Krishna and Radha Embrace during a Storm (recto); Priests Worship Shrinathji (verso); folio from a royal Kota-Jaipur album
Indian
Seated under an awning outside of a sumptuous bedchamber, the blue-skinned Krishna and his consort, Radha, hold one another close. The lightning that snakes across the dark sky above them signals the onset of a powerful monsoon rain, which the artist renders as sheets of water that swirl across the awning and heavy drops that leave faint, white traces as they ricochet off of the ground. Krishna and Radha gaze at one another as if unaware of the storm. Radha’s right hand grazes the fingertips of Krishna’s left hand and arcs over her head as she removes her delicate veil, while peacocks watch the couple from the shelter of the trees at right.
The deep shading around the figures’ eyelids and jawlines and the full, gently rounded forms of their faces and torsos characterize paintings completed in the kingdom of Kota during the second and third decades of the eighteenth century. This folio was part of a larger album that contained paintings of Krishna and other popular subjects drawn from northern Indian literary and religious traditions. In the album, paintings from Kota were paired or interspersed with later paintings from the kingdom of Jaipur, such as the one on the verso of this folio. It depicts two priests worshipping a form of Krishna called Shrinathji. The wide green and red bands with gold vegetal scrolls that border the paintings on both sides of the folio indicate that the album was assembled after the latter paintings were completed, perhaps at Jaipur. The circumstances surrounding the Kota paintings’ transfer to Jaipur are not yet understood.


■ **About this exercise**
Reproduce the records word for word, leaving out any pictures they hold.

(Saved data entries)
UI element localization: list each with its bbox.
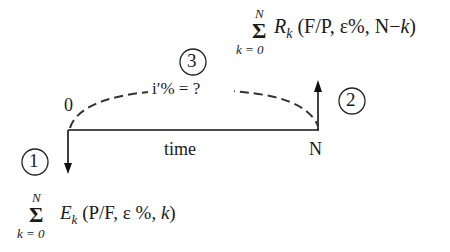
- marker-3-label: 3: [187, 50, 197, 72]
- timeline-end-label: N: [309, 139, 322, 160]
- timeline-start-label: 0: [64, 95, 73, 116]
- bottom-sum-lower: k = 0: [17, 226, 45, 242]
- bottom-term-letter: E: [60, 202, 72, 223]
- bottom-term-subscript: k: [72, 212, 78, 227]
- top-args-close: ): [409, 15, 416, 37]
- bottom-sum-term: Ek (P/F, ε %, k): [60, 202, 176, 228]
- top-sum-symbol: Σ: [252, 18, 266, 44]
- text-layer: 1 2 3 0 N time i′% = ? N Σ k = 0 Rk (F/P…: [0, 0, 450, 252]
- bottom-args-open: (P/F, ε %,: [82, 202, 161, 223]
- bottom-sum-symbol: Σ: [29, 202, 43, 228]
- timeline-axis-label: time: [164, 139, 196, 160]
- bottom-args-close: ): [169, 202, 175, 223]
- top-args-open: (F/P, ε%, N−: [297, 15, 400, 37]
- top-sum-lower: k = 0: [236, 42, 264, 58]
- receipts-formula: N Σ k = 0 Rk (F/P, ε%, N−k): [236, 2, 450, 82]
- top-term-subscript: k: [286, 26, 292, 41]
- expenses-formula: N Σ k = 0 Ek (P/F, ε %, k): [12, 188, 252, 252]
- top-sum-term: Rk (F/P, ε%, N−k): [274, 15, 416, 42]
- marker-1-label: 1: [29, 150, 39, 172]
- top-term-letter: R: [274, 15, 286, 37]
- rate-label: i′% = ?: [152, 79, 200, 99]
- marker-2-label: 2: [346, 89, 356, 111]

■ **Output for this exercise**
UI element localization: list each with its bbox.
- marker-3-label: 3: [187, 50, 197, 72]
- timeline-end-label: N: [309, 139, 322, 160]
- timeline-start-label: 0: [64, 95, 73, 116]
- bottom-sum-lower: k = 0: [17, 226, 45, 242]
- bottom-term-letter: E: [60, 202, 72, 223]
- bottom-term-subscript: k: [72, 212, 78, 227]
- top-args-close: ): [409, 15, 416, 37]
- bottom-sum-term: Ek (P/F, ε %, k): [60, 202, 176, 228]
- top-sum-symbol: Σ: [252, 18, 266, 44]
- text-layer: 1 2 3 0 N time i′% = ? N Σ k = 0 Rk (F/P…: [0, 0, 450, 252]
- bottom-args-open: (P/F, ε %,: [82, 202, 161, 223]
- bottom-sum-symbol: Σ: [29, 202, 43, 228]
- timeline-axis-label: time: [164, 139, 196, 160]
- bottom-args-close: ): [169, 202, 175, 223]
- top-args-open: (F/P, ε%, N−: [297, 15, 400, 37]
- top-sum-lower: k = 0: [236, 42, 264, 58]
- receipts-formula: N Σ k = 0 Rk (F/P, ε%, N−k): [236, 2, 450, 82]
- top-term-subscript: k: [286, 26, 292, 41]
- expenses-formula: N Σ k = 0 Ek (P/F, ε %, k): [12, 188, 252, 252]
- top-sum-term: Rk (F/P, ε%, N−k): [274, 15, 416, 42]
- marker-1-label: 1: [29, 150, 39, 172]
- top-term-letter: R: [274, 15, 286, 37]
- rate-label: i′% = ?: [152, 79, 200, 99]
- marker-2-label: 2: [346, 89, 356, 111]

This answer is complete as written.